Prime Minister Narendra Modi’s Adarsh Gram Yojna is reportedly yet another example of a false promise. According to a report in Navjivan India, the supposed “adarsh” — ideal — villages are not ideal by any standard. Promises and pledges taken by MPs in the name of this scheme, per the report, have sadly remained unfulfilled. Not just that, in many of these villages that were selected for this scheme, basic welfare schemes and plans are yet to be implemented.
The Navjivan report details the conditions of different villages that were “adopted” by various MPs. For example, Jungle Aurahi, the village adopted by Uttar Pradesh Chief Minister Yogi Adityanath, merely eight kilometres away from the Gorakhpur District headquarters, has seen wear and tear in the past year. Millions were spent in building roads in this village. Yet, barely a year later, have the roads begun to disintegrate. That isn’t all; the village faces a severe water shortage — the residents receive water once every five days.
When Adityanath was the Gorakhpur MP, the report suggests that he would often visit the village and keep track of development. However, ever since he assumed the office of chief minister in 2017, things have not been the same.
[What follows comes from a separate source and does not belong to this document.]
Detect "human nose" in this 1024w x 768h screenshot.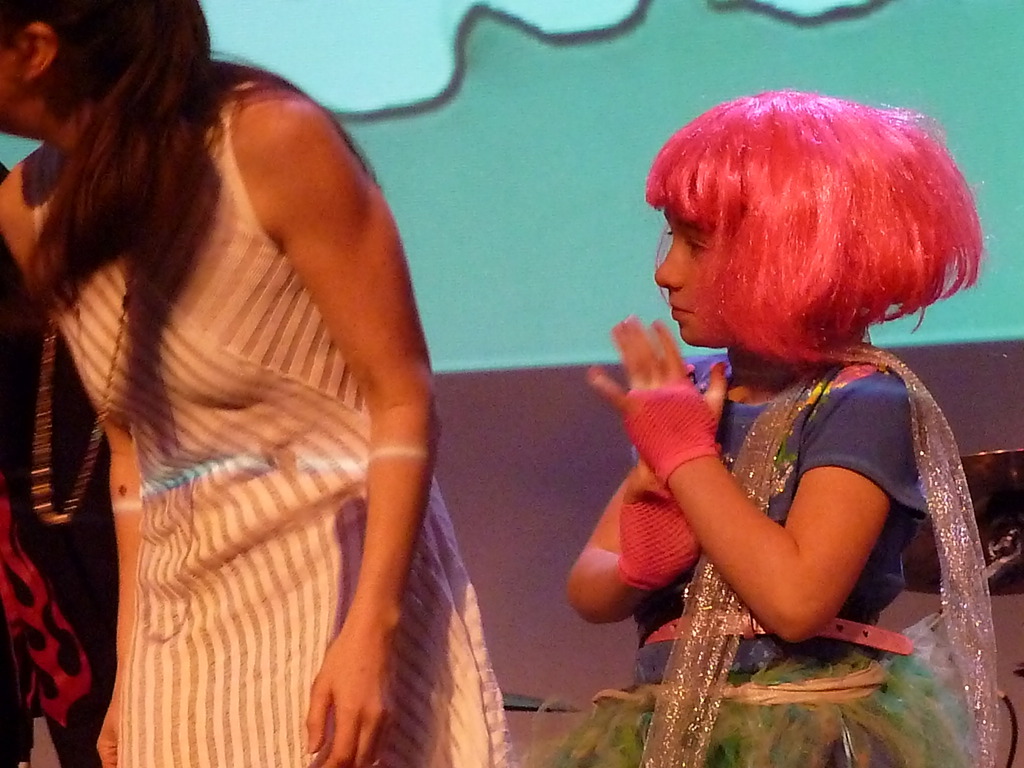
Detection: {"left": 649, "top": 236, "right": 681, "bottom": 289}.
In Chhattisgarh, former Lok Sabha MP of Rajnandgaon, Abhishek Singh, too had adopted a village that now faces severe infrastructural issues. Drainage issues, dirt roads that have sewer water flowing into them, and lack of water, these are all things reportedly visible in Gotatola, merely eight kilometres away from the Rajnandgaon District Camp headquarters. The son of former Chhattisgarh CM Raman Singh, per the report, has visited the village only twice in the four years he has adopted it.
The scheme is a rural development programme broadly focusing upon the development in the villages which includes social growth, cultural development and spread motivation among the people on social mobilisation of village communities.